Written by Riot Turtle
Up to 300.000 people (according to organisers) took the streets of Barcelona yesterday. Police authorities estimated that about 160.000 people joined the protests. The huge demonstration demanded from the government in Madrid to immediately meet its pledge to take in thousands of refugees. People were mobilised with the slogan volem acollir (“We want to welcome them” in Catalan).
Marchers were carrying placards and banners- many in the Catalan language – accussing the Madrid government of dragging its feet over the issue. Protesters say it has not honoured its pledge made in 2015 to allow more than 17,000 refugees into Spain within two years. Over that time, the Spanish state has accepted only about 1,100 refugees.
The rally, organised by a group calling itself Casa Nostra Casa Vostra (Our home is your home), finished at the Mediterranean coast in Barcelona – a symbolic location given the more than 5,000 refugees who lost their lives trying to cross the sea last year alone.
Many protesters chanted “Open the borders!” and oppose European border closures that left thousands of refugees trapped in Greece, Serbia and Italy. Another demand of the protesters are equal rights for refugees and migrants.
As a part of the Enough is Enough team supported refugees in Greece and Serbia earlier this month, we already noticed that many of the activists who are supporting refugees on the so-called Balkan route were, apart from other countries, coming from Catalunya, Basque country and other parts of Spain. Some Basque and Catalonian activists even challenged EU border closures by acts of civil disobedience and were arrested in Greece.
Yesterdays mass demonstration for the rights of refugees can be seen as an encouraging sign that more and more people are opposing European border closures and willing to join protests against the inhumane and racist policies against refugees of many EU governments. Earlier this month several German states decided to stop deportations of Afghan refugees to the war torn country after massive protests in airports and in front of state parliaments.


▸ **TASK BRIEF**
Any images in the material are to be dropped while every line is retyped exactly.

===== SOURCE DATA

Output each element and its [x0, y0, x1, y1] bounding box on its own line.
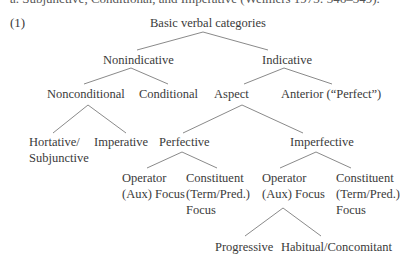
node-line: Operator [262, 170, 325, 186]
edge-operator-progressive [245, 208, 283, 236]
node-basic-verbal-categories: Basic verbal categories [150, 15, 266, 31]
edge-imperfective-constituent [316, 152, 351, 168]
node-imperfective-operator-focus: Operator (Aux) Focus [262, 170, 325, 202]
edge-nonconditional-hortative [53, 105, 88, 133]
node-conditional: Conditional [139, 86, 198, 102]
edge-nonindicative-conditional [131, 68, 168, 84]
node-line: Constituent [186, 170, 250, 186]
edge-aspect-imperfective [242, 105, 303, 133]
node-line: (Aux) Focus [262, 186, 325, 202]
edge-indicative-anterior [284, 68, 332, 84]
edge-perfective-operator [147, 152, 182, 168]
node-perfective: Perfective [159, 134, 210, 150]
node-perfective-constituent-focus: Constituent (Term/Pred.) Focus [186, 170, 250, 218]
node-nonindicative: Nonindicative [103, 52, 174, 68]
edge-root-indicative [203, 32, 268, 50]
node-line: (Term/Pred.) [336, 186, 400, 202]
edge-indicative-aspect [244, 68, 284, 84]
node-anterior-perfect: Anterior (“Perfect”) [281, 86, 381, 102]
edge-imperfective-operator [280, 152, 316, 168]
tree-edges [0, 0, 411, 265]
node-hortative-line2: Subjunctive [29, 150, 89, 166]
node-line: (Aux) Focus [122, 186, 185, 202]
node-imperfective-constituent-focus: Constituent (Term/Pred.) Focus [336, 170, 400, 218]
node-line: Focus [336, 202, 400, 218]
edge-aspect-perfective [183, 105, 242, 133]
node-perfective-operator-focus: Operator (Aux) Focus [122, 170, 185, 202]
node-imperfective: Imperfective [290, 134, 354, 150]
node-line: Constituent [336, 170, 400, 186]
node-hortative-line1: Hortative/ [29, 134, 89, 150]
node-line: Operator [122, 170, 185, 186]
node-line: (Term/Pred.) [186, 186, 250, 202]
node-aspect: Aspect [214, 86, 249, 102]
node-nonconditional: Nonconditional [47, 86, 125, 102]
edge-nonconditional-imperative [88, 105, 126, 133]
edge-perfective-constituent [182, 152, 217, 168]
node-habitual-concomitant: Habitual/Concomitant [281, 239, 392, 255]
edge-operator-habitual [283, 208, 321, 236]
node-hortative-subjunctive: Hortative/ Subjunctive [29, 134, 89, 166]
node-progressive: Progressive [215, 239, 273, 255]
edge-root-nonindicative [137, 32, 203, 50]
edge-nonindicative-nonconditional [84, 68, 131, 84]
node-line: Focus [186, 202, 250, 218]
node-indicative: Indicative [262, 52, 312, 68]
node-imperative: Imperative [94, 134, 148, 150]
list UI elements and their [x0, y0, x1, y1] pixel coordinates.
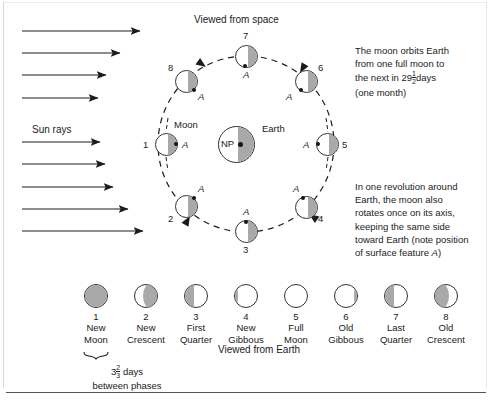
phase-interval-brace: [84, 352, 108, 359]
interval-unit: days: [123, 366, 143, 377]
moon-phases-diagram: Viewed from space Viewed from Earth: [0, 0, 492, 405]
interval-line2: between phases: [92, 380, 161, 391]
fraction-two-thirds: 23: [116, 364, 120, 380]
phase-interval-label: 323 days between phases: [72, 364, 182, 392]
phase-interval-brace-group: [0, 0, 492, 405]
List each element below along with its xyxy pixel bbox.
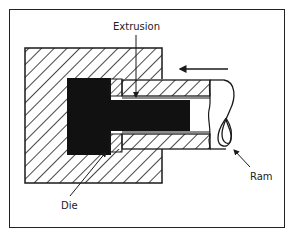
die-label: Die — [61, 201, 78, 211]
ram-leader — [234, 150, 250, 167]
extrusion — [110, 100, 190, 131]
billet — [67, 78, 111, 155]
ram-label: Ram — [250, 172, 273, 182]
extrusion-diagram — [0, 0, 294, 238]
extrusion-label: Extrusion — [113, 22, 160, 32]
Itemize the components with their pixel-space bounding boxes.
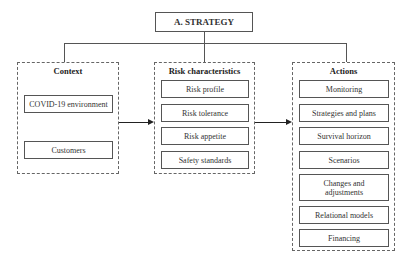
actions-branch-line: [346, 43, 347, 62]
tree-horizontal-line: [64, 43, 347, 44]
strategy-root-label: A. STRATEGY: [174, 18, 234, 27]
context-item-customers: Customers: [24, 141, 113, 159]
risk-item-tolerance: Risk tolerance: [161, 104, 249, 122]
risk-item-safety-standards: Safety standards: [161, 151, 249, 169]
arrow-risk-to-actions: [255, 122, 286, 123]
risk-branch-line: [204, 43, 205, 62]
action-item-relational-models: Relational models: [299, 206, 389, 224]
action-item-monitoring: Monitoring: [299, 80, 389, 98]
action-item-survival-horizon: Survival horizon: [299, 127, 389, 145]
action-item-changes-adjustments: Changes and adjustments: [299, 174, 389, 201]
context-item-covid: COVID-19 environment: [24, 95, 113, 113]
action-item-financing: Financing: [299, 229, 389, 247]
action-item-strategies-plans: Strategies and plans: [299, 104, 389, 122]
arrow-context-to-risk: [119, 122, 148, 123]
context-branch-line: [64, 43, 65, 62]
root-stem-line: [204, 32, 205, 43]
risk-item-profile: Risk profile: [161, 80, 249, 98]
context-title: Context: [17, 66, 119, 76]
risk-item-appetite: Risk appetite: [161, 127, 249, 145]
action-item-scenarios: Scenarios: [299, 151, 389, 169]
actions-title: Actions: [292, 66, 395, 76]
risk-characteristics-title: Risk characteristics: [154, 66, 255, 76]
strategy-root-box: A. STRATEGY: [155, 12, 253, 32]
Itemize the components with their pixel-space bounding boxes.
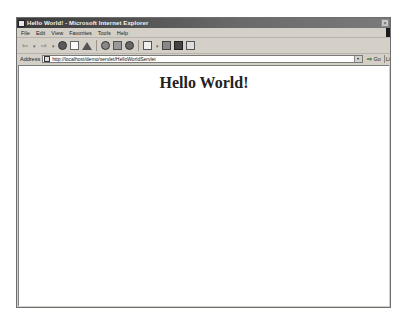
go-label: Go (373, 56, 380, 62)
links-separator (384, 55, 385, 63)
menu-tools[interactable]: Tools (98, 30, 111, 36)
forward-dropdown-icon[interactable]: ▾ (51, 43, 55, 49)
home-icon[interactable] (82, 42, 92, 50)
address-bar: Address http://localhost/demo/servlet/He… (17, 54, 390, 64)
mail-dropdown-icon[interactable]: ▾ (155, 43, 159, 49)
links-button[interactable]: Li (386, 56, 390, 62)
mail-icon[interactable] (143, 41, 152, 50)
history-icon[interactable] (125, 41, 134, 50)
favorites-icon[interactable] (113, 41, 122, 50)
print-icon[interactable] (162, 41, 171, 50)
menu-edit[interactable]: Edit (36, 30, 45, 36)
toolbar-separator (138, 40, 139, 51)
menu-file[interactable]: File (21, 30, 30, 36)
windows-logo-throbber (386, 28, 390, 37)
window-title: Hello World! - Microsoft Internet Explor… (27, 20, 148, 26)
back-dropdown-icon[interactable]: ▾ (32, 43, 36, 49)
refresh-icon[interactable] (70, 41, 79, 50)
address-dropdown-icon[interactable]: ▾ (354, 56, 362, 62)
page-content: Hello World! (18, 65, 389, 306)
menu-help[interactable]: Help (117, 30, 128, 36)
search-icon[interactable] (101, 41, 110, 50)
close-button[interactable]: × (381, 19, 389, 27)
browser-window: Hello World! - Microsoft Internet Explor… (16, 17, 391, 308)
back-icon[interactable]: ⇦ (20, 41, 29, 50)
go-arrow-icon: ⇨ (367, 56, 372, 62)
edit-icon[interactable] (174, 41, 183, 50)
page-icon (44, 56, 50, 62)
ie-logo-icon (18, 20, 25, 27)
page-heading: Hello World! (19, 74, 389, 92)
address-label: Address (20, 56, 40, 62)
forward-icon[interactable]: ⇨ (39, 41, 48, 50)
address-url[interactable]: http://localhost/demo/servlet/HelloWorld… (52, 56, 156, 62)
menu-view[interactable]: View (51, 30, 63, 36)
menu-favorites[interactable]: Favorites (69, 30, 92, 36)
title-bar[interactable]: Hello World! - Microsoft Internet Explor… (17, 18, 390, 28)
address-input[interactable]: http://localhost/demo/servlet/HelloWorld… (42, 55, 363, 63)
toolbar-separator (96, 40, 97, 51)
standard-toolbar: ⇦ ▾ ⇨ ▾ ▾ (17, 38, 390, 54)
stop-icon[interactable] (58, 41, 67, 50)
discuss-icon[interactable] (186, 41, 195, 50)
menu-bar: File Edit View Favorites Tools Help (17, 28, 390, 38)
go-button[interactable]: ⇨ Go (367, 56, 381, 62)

==========

▸ **WRITTEN ANSWER**
Output each element and its [x0, y0, x1, y1] bounding box on its own line.
node-line: Operator [262, 170, 325, 186]
edge-operator-progressive [245, 208, 283, 236]
node-basic-verbal-categories: Basic verbal categories [150, 15, 266, 31]
edge-imperfective-constituent [316, 152, 351, 168]
node-imperfective-operator-focus: Operator (Aux) Focus [262, 170, 325, 202]
edge-nonconditional-hortative [53, 105, 88, 133]
node-conditional: Conditional [139, 86, 198, 102]
edge-nonindicative-conditional [131, 68, 168, 84]
node-line: Constituent [186, 170, 250, 186]
edge-aspect-imperfective [242, 105, 303, 133]
node-line: (Aux) Focus [262, 186, 325, 202]
edge-indicative-anterior [284, 68, 332, 84]
edge-perfective-operator [147, 152, 182, 168]
node-perfective: Perfective [159, 134, 210, 150]
node-perfective-constituent-focus: Constituent (Term/Pred.) Focus [186, 170, 250, 218]
node-nonindicative: Nonindicative [103, 52, 174, 68]
edge-root-indicative [203, 32, 268, 50]
node-line: (Term/Pred.) [336, 186, 400, 202]
edge-indicative-aspect [244, 68, 284, 84]
node-anterior-perfect: Anterior (“Perfect”) [281, 86, 381, 102]
edge-imperfective-operator [280, 152, 316, 168]
tree-edges [0, 0, 411, 265]
node-hortative-line2: Subjunctive [29, 150, 89, 166]
node-line: (Aux) Focus [122, 186, 185, 202]
node-imperfective-constituent-focus: Constituent (Term/Pred.) Focus [336, 170, 400, 218]
node-line: Focus [336, 202, 400, 218]
edge-aspect-perfective [183, 105, 242, 133]
node-perfective-operator-focus: Operator (Aux) Focus [122, 170, 185, 202]
node-imperfective: Imperfective [290, 134, 354, 150]
node-line: Constituent [336, 170, 400, 186]
node-hortative-line1: Hortative/ [29, 134, 89, 150]
node-line: Operator [122, 170, 185, 186]
node-line: (Term/Pred.) [186, 186, 250, 202]
node-aspect: Aspect [214, 86, 249, 102]
node-nonconditional: Nonconditional [47, 86, 125, 102]
edge-nonconditional-imperative [88, 105, 126, 133]
edge-perfective-constituent [182, 152, 217, 168]
node-habitual-concomitant: Habitual/Concomitant [281, 239, 392, 255]
edge-operator-habitual [283, 208, 321, 236]
node-hortative-subjunctive: Hortative/ Subjunctive [29, 134, 89, 166]
node-progressive: Progressive [215, 239, 273, 255]
edge-root-nonindicative [137, 32, 203, 50]
edge-nonindicative-nonconditional [84, 68, 131, 84]
node-line: Focus [186, 202, 250, 218]
node-indicative: Indicative [262, 52, 312, 68]
node-imperative: Imperative [94, 134, 148, 150]
list UI elements and their [x0, y0, x1, y1] pixel coordinates.
phase-interval-brace: [84, 352, 108, 359]
interval-unit: days: [123, 366, 143, 377]
moon-phases-diagram: Viewed from space Viewed from Earth: [0, 0, 492, 405]
interval-line2: between phases: [92, 380, 161, 391]
fraction-two-thirds: 23: [116, 364, 120, 380]
phase-interval-label: 323 days between phases: [72, 364, 182, 392]
phase-interval-brace-group: [0, 0, 492, 405]
List each element below along with its xyxy pixel bbox.
die-label: Die — [61, 201, 78, 211]
ram-leader — [234, 150, 250, 167]
extrusion — [110, 100, 190, 131]
billet — [67, 78, 111, 155]
ram-label: Ram — [250, 172, 273, 182]
extrusion-diagram — [0, 0, 294, 238]
extrusion-label: Extrusion — [113, 22, 160, 32]
Itemize the components with their pixel-space bounding boxes.
actions-branch-line: [346, 43, 347, 62]
tree-horizontal-line: [64, 43, 347, 44]
strategy-root-label: A. STRATEGY: [174, 18, 234, 27]
context-item-customers: Customers: [24, 141, 113, 159]
risk-item-tolerance: Risk tolerance: [161, 104, 249, 122]
risk-item-safety-standards: Safety standards: [161, 151, 249, 169]
arrow-risk-to-actions: [255, 122, 286, 123]
risk-branch-line: [204, 43, 205, 62]
action-item-relational-models: Relational models: [299, 206, 389, 224]
action-item-monitoring: Monitoring: [299, 80, 389, 98]
action-item-survival-horizon: Survival horizon: [299, 127, 389, 145]
action-item-changes-adjustments: Changes and adjustments: [299, 174, 389, 201]
context-item-covid: COVID-19 environment: [24, 95, 113, 113]
action-item-financing: Financing: [299, 229, 389, 247]
action-item-strategies-plans: Strategies and plans: [299, 104, 389, 122]
arrow-context-to-risk: [119, 122, 148, 123]
context-branch-line: [64, 43, 65, 62]
root-stem-line: [204, 32, 205, 43]
risk-item-profile: Risk profile: [161, 80, 249, 98]
context-title: Context: [17, 66, 119, 76]
risk-item-appetite: Risk appetite: [161, 127, 249, 145]
action-item-scenarios: Scenarios: [299, 151, 389, 169]
actions-title: Actions: [292, 66, 395, 76]
risk-characteristics-title: Risk characteristics: [154, 66, 255, 76]
strategy-root-box: A. STRATEGY: [155, 12, 253, 32]
Itemize the components with their pixel-space bounding boxes.
go-label: Go (373, 56, 380, 62)
links-separator (384, 55, 385, 63)
menu-tools[interactable]: Tools (98, 30, 111, 36)
forward-dropdown-icon[interactable]: ▾ (51, 43, 55, 49)
home-icon[interactable] (82, 42, 92, 50)
address-bar: Address http://localhost/demo/servlet/He… (17, 54, 390, 64)
mail-dropdown-icon[interactable]: ▾ (155, 43, 159, 49)
links-button[interactable]: Li (386, 56, 390, 62)
mail-icon[interactable] (143, 41, 152, 50)
history-icon[interactable] (125, 41, 134, 50)
favorites-icon[interactable] (113, 41, 122, 50)
print-icon[interactable] (162, 41, 171, 50)
menu-edit[interactable]: Edit (36, 30, 45, 36)
toolbar-separator (138, 40, 139, 51)
menu-file[interactable]: File (21, 30, 30, 36)
windows-logo-throbber (386, 28, 390, 37)
window-title: Hello World! - Microsoft Internet Explor… (27, 20, 148, 26)
back-dropdown-icon[interactable]: ▾ (32, 43, 36, 49)
refresh-icon[interactable] (70, 41, 79, 50)
address-dropdown-icon[interactable]: ▾ (354, 56, 362, 62)
page-content: Hello World! (18, 65, 389, 306)
menu-help[interactable]: Help (117, 30, 128, 36)
search-icon[interactable] (101, 41, 110, 50)
close-button[interactable]: × (381, 19, 389, 27)
browser-window: Hello World! - Microsoft Internet Explor… (16, 17, 391, 308)
back-icon[interactable]: ⇦ (20, 41, 29, 50)
go-arrow-icon: ⇨ (367, 56, 372, 62)
edit-icon[interactable] (174, 41, 183, 50)
page-icon (44, 56, 50, 62)
ie-logo-icon (18, 20, 25, 27)
page-heading: Hello World! (19, 74, 389, 92)
address-label: Address (20, 56, 40, 62)
forward-icon[interactable]: ⇨ (39, 41, 48, 50)
address-url[interactable]: http://localhost/demo/servlet/HelloWorld… (52, 56, 156, 62)
menu-view[interactable]: View (51, 30, 63, 36)
menu-favorites[interactable]: Favorites (69, 30, 92, 36)
title-bar[interactable]: Hello World! - Microsoft Internet Explor… (17, 18, 390, 28)
address-input[interactable]: http://localhost/demo/servlet/HelloWorld… (42, 55, 363, 63)
toolbar-separator (96, 40, 97, 51)
standard-toolbar: ⇦ ▾ ⇨ ▾ ▾ (17, 38, 390, 54)
stop-icon[interactable] (58, 41, 67, 50)
discuss-icon[interactable] (186, 41, 195, 50)
menu-bar: File Edit View Favorites Tools Help (17, 28, 390, 38)
go-button[interactable]: ⇨ Go (367, 56, 381, 62)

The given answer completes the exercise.